The Saturday Evening Post

The Saturday Evening Post
The November 28, 1903 cover featuring Otto von Bismarck, illustrated by George Fort Gibbs
FrequencyBimonthly
PublisherSaturday Evening Post Society
Curtis Publishing Co. (1897–1969)
Total circulation237907 (December 2018)[1]
First issueAugust 4, 1821 (1821-08-04)[2]
CompanySaturday Evening Post Society
CountryUnited States
Based inIndianapolis, Indiana, U.S.
LanguageEnglish
Websitesaturdayeveningpost.com
ISSN0048-9239

The Saturday Evening Post is an American magazine, currently published six times a year. It was published weekly from 1897 until 1963, and then every other week until 1969. From the 1920s to the 1960s, it was one of the most widely circulated and influential magazines among the American middle class, with fiction, non-fiction, cartoons and features that reached two million homes every week.

In the 1960s, the magazine's readership began to decline. In 1969, The Saturday Evening Post folded for two years before being revived as a quarterly publication with an emphasis on medical articles in 1971.

As of the late 2000s, The Saturday Evening Post is published six times a year by the Saturday Evening Post Society, which purchased the magazine in 1982. The magazine was redesigned in 2013.[3]

  1. ^ "eCirc for Consumer Magazines". Alliance for Audited Media. December 31, 2018. Retrieved July 12, 2019.
  2. ^ The Saturday Evening Post Society (August 4, 2011). "On Our Birthday, a Look at Our Earliest Issues".
  3. ^ Higgins, Will (January 2, 2013). "Saturday Evening Post looking for dramatic turnaround". USA Today. Retrieved September 4, 2020.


Pull out every line below holding the word "Zapieckanki".

Stored records
--- START ---

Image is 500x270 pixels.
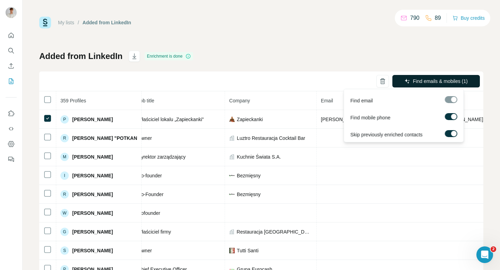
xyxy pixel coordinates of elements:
[6,75,17,87] button: My lists
[60,246,69,255] div: S
[6,60,17,72] button: Enrich CSV
[476,246,493,263] iframe: Intercom live chat
[229,173,235,178] img: company-logo
[137,117,204,122] span: Właściciel lokalu „Zapieckanki”
[237,135,305,142] span: Luztro Restauracja Cocktail Bar
[60,134,69,142] div: R
[229,248,235,253] img: company-logo
[72,228,113,235] span: [PERSON_NAME]
[6,138,17,150] button: Dashboard
[237,247,259,254] span: Tutti Santi
[60,209,69,217] div: W
[237,172,260,179] span: Bezmięsny
[6,44,17,57] button: Search
[6,107,17,120] button: Use Surfe on LinkedIn
[72,172,113,179] span: [PERSON_NAME]
[39,51,123,62] h1: Added from LinkedIn
[58,20,74,25] a: My lists
[72,153,113,160] span: [PERSON_NAME]
[321,117,483,122] span: [PERSON_NAME][EMAIL_ADDRESS][PERSON_NAME][DOMAIN_NAME]
[60,228,69,236] div: G
[6,123,17,135] button: Use Surfe API
[237,228,312,235] span: Restauracja [GEOGRAPHIC_DATA]
[60,153,69,161] div: M
[350,97,373,104] span: Find email
[60,98,86,103] span: 359 Profiles
[321,98,333,103] span: Email
[60,171,69,180] div: I
[72,247,113,254] span: [PERSON_NAME]
[60,190,69,199] div: R
[137,135,152,141] span: Owner
[490,246,496,252] span: 2
[72,191,113,198] span: [PERSON_NAME]
[452,13,485,23] button: Buy credits
[229,98,250,103] span: Company
[137,173,162,178] span: Co-founder
[6,153,17,166] button: Feedback
[137,98,154,103] span: Job title
[72,210,113,217] span: [PERSON_NAME]
[350,131,422,138] span: Skip previously enriched contacts
[229,192,235,197] img: company-logo
[60,115,69,124] div: P
[6,7,17,18] img: Avatar
[237,153,281,160] span: Kuchnie Świata S.A.
[145,52,193,60] div: Enrichment is done
[413,78,468,85] span: Find emails & mobiles (1)
[137,154,186,160] span: Dyrektor zarządzający
[237,116,263,123] span: Zapieckanki
[392,75,480,87] button: Find emails & mobiles (1)
[72,135,137,142] span: [PERSON_NAME] "POTKAN
[137,229,171,235] span: Właściciel firmy
[137,192,163,197] span: Co-Founder
[137,210,160,216] span: Cofounder
[237,191,260,198] span: Bezmięsny
[435,14,441,22] p: 89
[6,29,17,42] button: Quick start
[350,114,390,121] span: Find mobile phone
[83,19,131,26] div: Added from LinkedIn
[78,19,79,26] li: /
[229,117,235,122] img: company-logo
[137,248,152,253] span: Owner
[72,116,113,123] span: [PERSON_NAME]
[39,17,51,28] img: Surfe Logo
[410,14,419,22] p: 790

--- END ---

**Written response**:
[137,117,204,122] span: Właściciel lokalu „Zapieckanki”
[237,116,263,123] span: Zapieckanki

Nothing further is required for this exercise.